However, Rabbi Akiva entered and cared for him, at which point the student exclaimed,
“My teacher, you have restored me to life!” Rabbi Akiva then proclaimed, “Whoever does not visit the sick is close to shedding blood.” Avoiding embarrassment must not lead to avoiding treatment. But it is the patient’s medical needs that trump the prohibition of embarrassing someone, not the benefit that Inhibitors,research,lifescience,medical might accrue to future patients by better educating student doctors. Waldenberg concedes that bedside rounds contribute to the patient’s well-being. Quoting R. Hanina’s remark that “I have learned much from my teachers, more from my colleagues, Inhibitors,research,lifescience,medical and the most from my students,”9 he notes that the give and take with the students sharpens the analysis of the attending physician and often raises issues concerning the patient at hand that he or she would not have considered, thereby benefiting the patient. In addition, for example, Aldeen and Gisondi6 report studies that show that bedside teaching positively affects the patient–physician Inhibitors,research,lifescience,medical relationship and increases patient–physician contact time, which also contributes to improved patient education. These emphasize the value of bedside
medical rounds in the treatment of the patient at hand. Nevertheless, almost half of patients in the study by Lehmann et al.10 had recommendations for specific changes in the conduct of bedside rounds that not only point to making the current patient (rather than some future patient) the primary focus of the rounds but reflect halachic values as well: Inhibitors,research,lifescience,medical Physicians should ask the patient’s permission to conduct a bedside Everolimus presentation; they should introduce themselves and be seated during the presentation; they should give greater attention to the patient’s privacy; and they should give Inhibitors,research,lifescience,medical the patient the opportunity to say more during the presentations. Respect for privacy is not only a secular legal right but a basic halachic value that flows from the fact that man was created in God’s image. Explains Rabbi
Norman Lamm,11 Chancellor of Yeshiva University and head of its affiliated rabbinical school: “As God reveals and conceals, so man discloses and withholds. As concealment is an aspect of divine privacy, so is it the expression of human privacy. Sodium butyrate … For both God and man, therefore, in that they share the character of personality, there must be a tension and balance between privacy and communication, between concealment and disclosure … [There must be] respect for the inviolability of the personal privacy of the individual, whether oneself or another, which is another way of saying respect for the integrity of the self.” Sitting rather than standing by the patient is likewise not simply good social etiquette.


▶ **EXERCISE DIRECTIONS**
Here the job is to copy the data exactly and to exclude every image from it.

─── MATERIAL SHOWN ───

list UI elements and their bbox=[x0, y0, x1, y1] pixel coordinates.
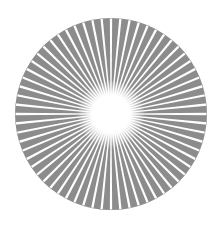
starburst-canvas bbox=[0, 0, 224, 233]
starburst-icon bbox=[0, 0, 224, 233]
center-glow bbox=[77, 80, 145, 148]
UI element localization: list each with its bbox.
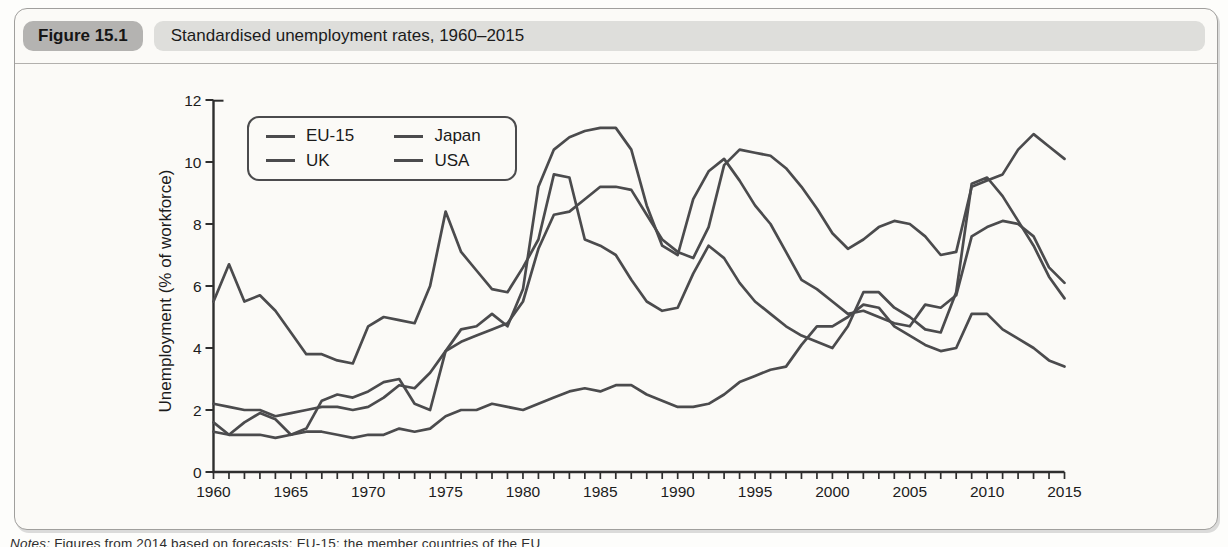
figure-number-badge: Figure 15.1 [23,21,143,51]
legend-line-swatch-icon [266,159,295,162]
legend-label: EU-15 [306,126,354,146]
legend-label: USA [434,151,469,171]
legend-line-swatch-icon [394,159,423,162]
figure-panel: Figure 15.1 Standardised unemployment ra… [14,8,1218,530]
legend-item-japan: Japan [394,124,505,149]
legend-label: UK [306,151,330,171]
figure-note: Notes: Figures from 2014 based on foreca… [10,536,540,547]
legend-label: Japan [434,126,480,146]
textbook-figure-page: Figure 15.1 Standardised unemployment ra… [0,0,1228,547]
figure-header: Figure 15.1 Standardised unemployment ra… [15,9,1217,64]
legend-item-usa: USA [394,149,505,174]
legend-line-swatch-icon [266,135,295,138]
legend-item-eu-15: EU-15 [266,124,378,149]
legend-item-uk: UK [266,149,378,174]
chart-legend: EU-15UKJapanUSA [247,116,517,181]
figure-title: Standardised unemployment rates, 1960–20… [154,21,1205,51]
y-axis-title: Unemployment (% of workforce) [156,170,176,413]
legend-line-swatch-icon [394,135,423,138]
note-prefix-label: Notes: [10,536,54,547]
note-text: Figures from 2014 based on forecasts; EU… [54,536,540,547]
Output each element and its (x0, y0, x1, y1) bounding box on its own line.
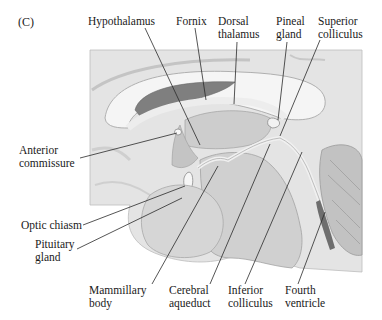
label-anterior-commissure: Anterior commissure (19, 144, 75, 169)
label-fornix: Fornix (176, 15, 207, 28)
label-superior-colliculus: Superior colliculus (318, 15, 363, 40)
label-pineal-gland: Pineal gland (276, 15, 305, 40)
pons (141, 185, 223, 258)
panel-label: (C) (18, 15, 34, 30)
anterior-commissure (175, 129, 182, 135)
label-inferior-colliculus: Inferior colliculus (228, 284, 273, 309)
label-dorsal-thalamus: Dorsal thalamus (218, 15, 260, 40)
label-hypothalamus: Hypothalamus (88, 15, 155, 28)
label-cerebral-aqueduct: Cerebral aqueduct (169, 284, 211, 309)
label-fourth-ventricle: Fourth ventricle (285, 284, 325, 309)
label-pituitary-gland: Pituitary gland (35, 238, 75, 263)
label-optic-chiasm: Optic chiasm (21, 219, 82, 232)
label-mammillary-body: Mammillary body (89, 284, 147, 309)
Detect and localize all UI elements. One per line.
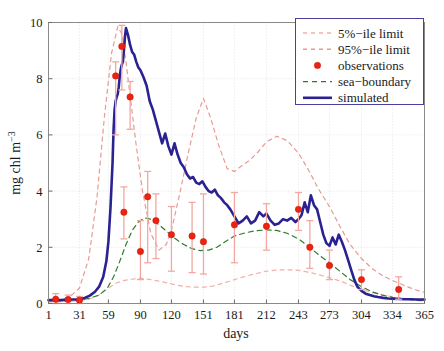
- observation-point: [326, 262, 332, 268]
- observation-point: [231, 222, 237, 228]
- legend-label: observations: [338, 58, 404, 73]
- observation-point: [65, 296, 71, 302]
- y-tick-label: 8: [36, 72, 42, 86]
- y-axis-title-exponent: −3: [6, 131, 17, 142]
- legend-label: sea−boundary: [338, 74, 412, 89]
- x-tick-label: 304: [352, 308, 372, 322]
- x-tick-label: 59: [102, 308, 115, 322]
- x-tick-label: 334: [383, 308, 403, 322]
- observation-point: [119, 43, 125, 49]
- legend-label: 95%−ile limit: [338, 42, 410, 57]
- observation-point: [307, 244, 313, 250]
- x-tick-label: 31: [73, 308, 86, 322]
- x-tick-label: 365: [415, 308, 434, 322]
- observation-point: [153, 217, 159, 223]
- observation-point: [295, 206, 301, 212]
- x-tick-label: 120: [162, 308, 181, 322]
- x-tick-label: 181: [225, 308, 244, 322]
- y-tick-label: 10: [30, 16, 43, 30]
- observation-point: [358, 276, 364, 282]
- observation-point: [200, 238, 206, 244]
- y-axis-title-main: mg chl m: [8, 142, 23, 195]
- chart-figure: 1315990120151181212243273304334365 02468…: [0, 0, 444, 351]
- y-tick-label: 4: [36, 185, 43, 199]
- observation-point: [395, 286, 401, 292]
- observation-point: [127, 94, 133, 100]
- x-axis-title: days: [223, 326, 249, 341]
- observation-point: [137, 248, 143, 254]
- x-tick-label: 90: [134, 308, 147, 322]
- legend-swatch-marker: [314, 62, 320, 68]
- legend-label: simulated: [338, 90, 389, 105]
- x-tick-label: 212: [257, 308, 276, 322]
- observation-point: [53, 296, 59, 302]
- observation-point: [263, 223, 269, 229]
- x-tick-label: 243: [289, 308, 308, 322]
- observation-point: [189, 233, 195, 239]
- x-tick-label: 151: [194, 308, 213, 322]
- y-tick-label: 2: [36, 241, 42, 255]
- x-tick-label: 1: [45, 308, 51, 322]
- observation-point: [112, 73, 118, 79]
- observation-point: [168, 231, 174, 237]
- y-tick-label: 6: [36, 128, 42, 142]
- x-tick-label: 273: [320, 308, 339, 322]
- y-tick-label: 0: [36, 297, 42, 311]
- observation-point: [121, 209, 127, 215]
- observation-point: [144, 194, 150, 200]
- chart-legend: 5%−ile limit95%−ile limitobservationssea…: [296, 19, 424, 106]
- legend-label: 5%−ile limit: [338, 26, 404, 41]
- chlorophyll-time-series-chart: 1315990120151181212243273304334365 02468…: [0, 0, 444, 351]
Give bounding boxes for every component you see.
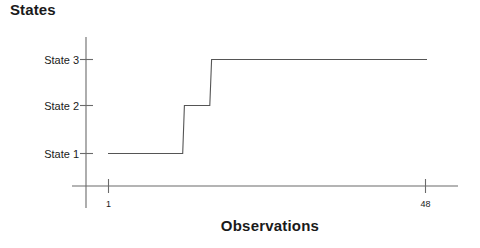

───

▶ **TASK OUTPUT**
list UI elements and their bbox=[x0, y0, x1, y1] pixel coordinates.
starburst-canvas bbox=[0, 0, 224, 233]
starburst-icon bbox=[0, 0, 224, 233]
center-glow bbox=[77, 80, 145, 148]
UI element localization: list each with its bbox.
figure-number-badge: Figure 15.1 [23,21,143,51]
legend-line-swatch-icon [266,159,295,162]
legend-label: EU-15 [306,126,354,146]
legend-label: USA [434,151,469,171]
legend-line-swatch-icon [394,159,423,162]
figure-panel: Figure 15.1 Standardised unemployment ra… [14,8,1218,530]
legend-item-japan: Japan [394,124,505,149]
legend-label: UK [306,151,330,171]
figure-note: Notes: Figures from 2014 based on foreca… [10,536,540,547]
legend-label: Japan [434,126,480,146]
textbook-figure-page: Figure 15.1 Standardised unemployment ra… [0,0,1228,547]
figure-header: Figure 15.1 Standardised unemployment ra… [15,9,1217,64]
legend-item-usa: USA [394,149,505,174]
legend-line-swatch-icon [266,135,295,138]
legend-item-eu-15: EU-15 [266,124,378,149]
legend-item-uk: UK [266,149,378,174]
chart-legend: EU-15UKJapanUSA [247,116,517,181]
figure-title: Standardised unemployment rates, 1960–20… [154,21,1205,51]
y-axis-title: Unemployment (% of workforce) [156,170,176,413]
legend-line-swatch-icon [394,135,423,138]
note-prefix-label: Notes: [10,536,54,547]
note-text: Figures from 2014 based on forecasts; EU… [54,536,540,547]
Output each element and its (x0, y0, x1, y1) bounding box on its own line.
label-anterior-commissure: Anterior commissure (19, 144, 75, 169)
label-fornix: Fornix (176, 15, 207, 28)
label-superior-colliculus: Superior colliculus (318, 15, 363, 40)
label-pineal-gland: Pineal gland (276, 15, 305, 40)
pons (141, 185, 223, 258)
panel-label: (C) (18, 15, 34, 30)
anterior-commissure (175, 129, 182, 135)
label-inferior-colliculus: Inferior colliculus (228, 284, 273, 309)
label-dorsal-thalamus: Dorsal thalamus (218, 15, 260, 40)
label-hypothalamus: Hypothalamus (88, 15, 155, 28)
label-cerebral-aqueduct: Cerebral aqueduct (169, 284, 211, 309)
label-fourth-ventricle: Fourth ventricle (285, 284, 325, 309)
label-pituitary-gland: Pituitary gland (35, 238, 75, 263)
label-optic-chiasm: Optic chiasm (21, 219, 82, 232)
label-mammillary-body: Mammillary body (89, 284, 147, 309)
Detect and localize all UI elements. One per line.
- observation-point: [326, 262, 332, 268]
- observation-point: [231, 222, 237, 228]
- legend-label: observations: [338, 58, 404, 73]
- observation-point: [65, 296, 71, 302]
- y-tick-label: 8: [36, 72, 42, 86]
- y-axis-title-exponent: −3: [6, 131, 17, 142]
- legend-label: sea−boundary: [338, 74, 412, 89]
- x-tick-label: 304: [352, 308, 372, 322]
- x-tick-label: 59: [102, 308, 115, 322]
- x-tick-label: 334: [383, 308, 403, 322]
- observation-point: [119, 43, 125, 49]
- legend-label: 95%−ile limit: [338, 42, 410, 57]
- observation-point: [307, 244, 313, 250]
- x-tick-label: 31: [73, 308, 86, 322]
- x-tick-label: 365: [415, 308, 434, 322]
- observation-point: [153, 217, 159, 223]
- observation-point: [295, 206, 301, 212]
- x-tick-label: 120: [162, 308, 181, 322]
- x-tick-label: 181: [225, 308, 244, 322]
- y-tick-label: 10: [30, 16, 43, 30]
- observation-point: [358, 276, 364, 282]
- observation-point: [200, 238, 206, 244]
- y-axis-title-main: mg chl m: [8, 142, 23, 195]
- chart-figure: 1315990120151181212243273304334365 02468…: [0, 0, 444, 351]
- y-tick-label: 4: [36, 185, 43, 199]
- observation-point: [395, 286, 401, 292]
- observation-point: [127, 94, 133, 100]
- x-axis-title: days: [223, 326, 249, 341]
- observation-point: [137, 248, 143, 254]
- x-tick-label: 90: [134, 308, 147, 322]
- legend-swatch-marker: [314, 62, 320, 68]
- legend-label: simulated: [338, 90, 389, 105]
- x-tick-label: 212: [257, 308, 276, 322]
- observation-point: [53, 296, 59, 302]
- observation-point: [263, 223, 269, 229]
- x-tick-label: 243: [289, 308, 308, 322]
- observation-point: [189, 233, 195, 239]
- x-tick-label: 151: [194, 308, 213, 322]
- y-tick-label: 2: [36, 241, 42, 255]
- x-tick-label: 1: [45, 308, 51, 322]
- observation-point: [112, 73, 118, 79]
- observation-point: [168, 231, 174, 237]
- y-tick-label: 6: [36, 128, 42, 142]
- x-tick-label: 273: [320, 308, 339, 322]
- y-tick-label: 0: [36, 297, 42, 311]
- observation-point: [121, 209, 127, 215]
- observation-point: [144, 194, 150, 200]
- chart-legend: 5%−ile limit95%−ile limitobservationssea…: [296, 19, 424, 106]
- legend-label: 5%−ile limit: [338, 26, 404, 41]
- chlorophyll-time-series-chart: 1315990120151181212243273304334365 02468…: [0, 0, 444, 351]
Give bounding boxes for every component you see.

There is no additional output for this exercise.